Well, now we go back to this tension in Judges between when God actually shows up, and when people attribute things to God. What if the story of Samson is really to show us how often we stray from the person God calls us to be, and shows us our tendency to justify horrendous behavior (violent, misogynistic, murderous behavior) by crediting it to God’s will?
The story tells us God wants Samson to be a Nazirite and he will be the one who rescues Israel from Philistine power. What the messenger of the Lord does not tell us, however, is how Samson is supposed to be part of that rescue.
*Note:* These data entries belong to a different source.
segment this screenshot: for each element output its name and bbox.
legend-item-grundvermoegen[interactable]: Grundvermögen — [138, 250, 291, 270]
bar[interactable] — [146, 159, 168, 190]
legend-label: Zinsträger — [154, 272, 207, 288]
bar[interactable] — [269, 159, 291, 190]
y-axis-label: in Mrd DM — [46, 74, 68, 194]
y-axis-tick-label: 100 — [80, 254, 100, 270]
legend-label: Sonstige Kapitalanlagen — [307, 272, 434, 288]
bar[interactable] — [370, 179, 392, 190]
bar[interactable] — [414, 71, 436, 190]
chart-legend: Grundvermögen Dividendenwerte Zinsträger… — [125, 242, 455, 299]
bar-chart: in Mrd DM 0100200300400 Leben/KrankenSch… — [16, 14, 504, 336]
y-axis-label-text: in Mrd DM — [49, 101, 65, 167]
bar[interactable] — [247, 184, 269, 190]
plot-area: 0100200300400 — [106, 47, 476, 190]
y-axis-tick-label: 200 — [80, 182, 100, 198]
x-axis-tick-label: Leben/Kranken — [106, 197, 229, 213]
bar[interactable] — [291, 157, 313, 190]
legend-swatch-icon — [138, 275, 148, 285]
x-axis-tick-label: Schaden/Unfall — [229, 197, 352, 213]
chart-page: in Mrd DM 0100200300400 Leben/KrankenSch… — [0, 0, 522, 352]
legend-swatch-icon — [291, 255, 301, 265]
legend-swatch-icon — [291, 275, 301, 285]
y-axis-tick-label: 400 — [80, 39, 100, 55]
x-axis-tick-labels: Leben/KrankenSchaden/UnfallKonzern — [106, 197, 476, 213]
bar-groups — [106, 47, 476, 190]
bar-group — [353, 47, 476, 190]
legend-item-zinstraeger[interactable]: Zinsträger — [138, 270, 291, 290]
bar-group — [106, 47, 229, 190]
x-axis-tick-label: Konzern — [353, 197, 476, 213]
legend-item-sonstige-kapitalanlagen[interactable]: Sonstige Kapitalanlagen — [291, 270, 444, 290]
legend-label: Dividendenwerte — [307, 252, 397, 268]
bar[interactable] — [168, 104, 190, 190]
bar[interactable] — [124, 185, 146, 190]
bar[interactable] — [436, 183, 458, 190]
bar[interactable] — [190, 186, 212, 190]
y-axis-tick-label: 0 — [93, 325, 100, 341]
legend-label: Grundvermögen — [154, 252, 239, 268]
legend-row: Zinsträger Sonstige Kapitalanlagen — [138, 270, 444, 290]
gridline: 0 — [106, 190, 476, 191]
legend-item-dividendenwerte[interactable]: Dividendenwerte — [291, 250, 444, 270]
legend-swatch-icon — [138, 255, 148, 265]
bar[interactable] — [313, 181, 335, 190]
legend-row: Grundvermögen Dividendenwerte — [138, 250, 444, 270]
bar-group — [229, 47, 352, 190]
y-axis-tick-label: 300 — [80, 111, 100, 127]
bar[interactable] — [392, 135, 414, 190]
Outside of killing a bunch of Philistines, particularly in his death, it doesn’t seem like ultimately he does much to end the hostilities between the two cultures. He may, in fact, just amp up the animosity.
But what if Samson had avoided alcohol? In his case he likely drank to excess instead of moderation – he doesn’t seem like a guy for whom moderation has meaning. And what if he had cut his hair and offered it to the Lord, setting aside his violent power and bringing it to the altar? And what if he hadn’t killed practically everything and everyone he touched? Perhaps he would have been a compelling agent of peace instead. Someone strong in weakness and wisdom. A level head amidst tense circumstances. One who was willing to sacrifice of himself for the good of others.
But that’s not the Samson we got.
What Samson did leave us, though, is the space to ask tough questions. We get to face the reality that God gives us freewill to choose who we will be. We get to ask when is something God’s will and for God’s glory, and when is it for my will and my glory? And when do I credit things to God because they give me a sense of power, when God so often is about setting aside power for self-discipline?
And when we ask where is God in all of this, we can affirm God is in the desperate call to try to get us to be the people of peace.
Samson is not a hero. Samson is a human. So are all of us. Yet God still seeks us out anyway. God still calls to us and invites us into a life of peace. And God still shows up in our stories, even when we choose to write our own chapters. What a gracious God. And what a people in need of such grace.